A second characteristically Keynesian theme meshes very well with the first. In a complex economy, many business decisions have to be made in a fog of uncertainty. This is especially true of investment decisions, as already discussed: a lot of money has to be placed at risk today in an enterprise whose future success can only be guessed. (Much the same can be said of consumer purchases of expensive durable goods.) The standard practice is to focus on the uncertainty and think about it in terms of probabilities, which at least allow for an orderly analysis and orderly decision-making. Keynes preferred to focus on the fog. He thought that some of the important uncertainties were essentially incalculable. They would end up being dealt with in practice by a mixture of apprehensiveness, rules of thumb, herd behavior, and what he called “animal spirits.” The point of this distinction is not merely philosophical: it suggests that long-term investment behavior will sometimes be irregular, unstable, and given to doldrums and stampedes. Expectations can be volatile, and transmit their volatility widely.

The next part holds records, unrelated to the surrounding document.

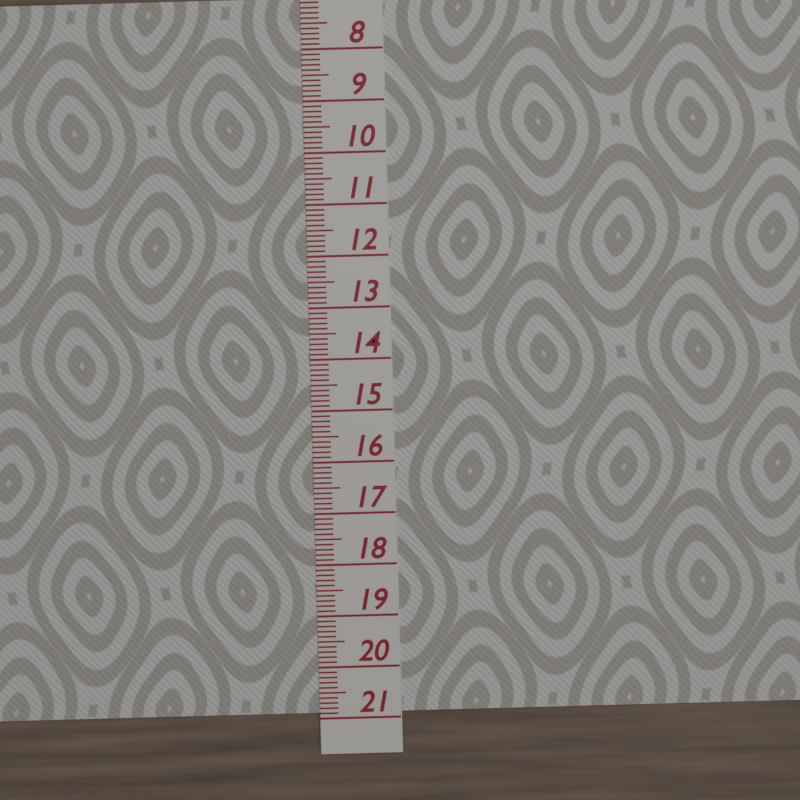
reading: 20.9 (no unit)
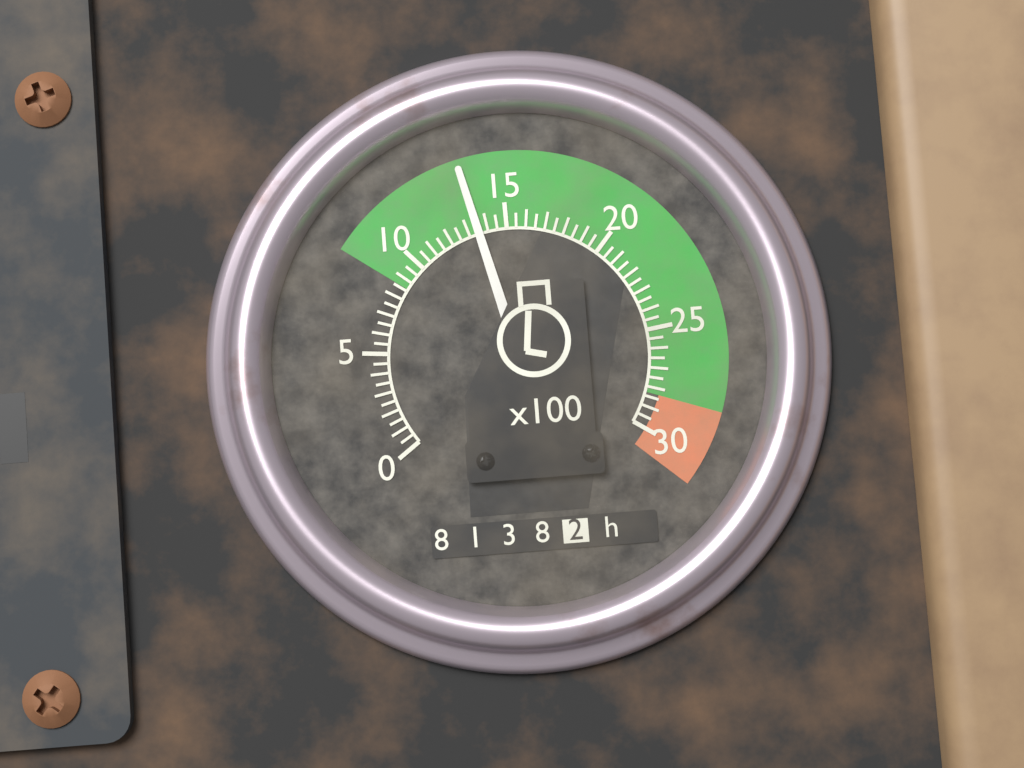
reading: 13.5 x100 rpm
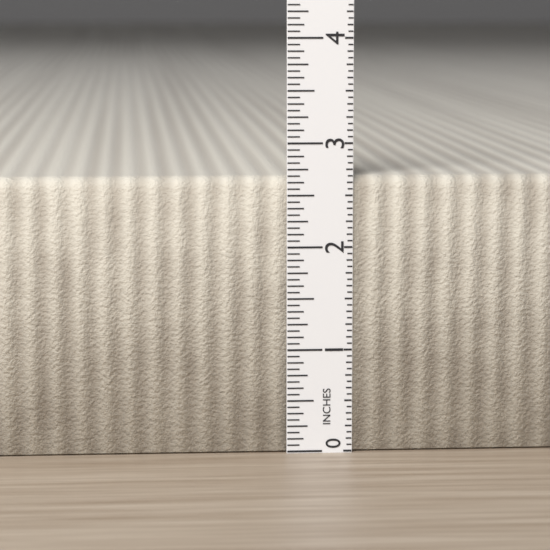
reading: 2.6875 in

Passive or perverse policy can be dangerous to the economy’s health.

Solow thus credits Keynes with pioneering the “uncertainty” meme, although in a different sense than many commentators invoke it today.

His whole review is well worth a read if you are interested in the history of economic thought, including Fisher, Hayek, and Schumpeter.

P.S. Solow’s comments on Hayek are less enthusiastic than for Keynes, but he does note that “the Mises-Hayek critique of central planning was convincing (and clearly confirmed by subsequent facts).”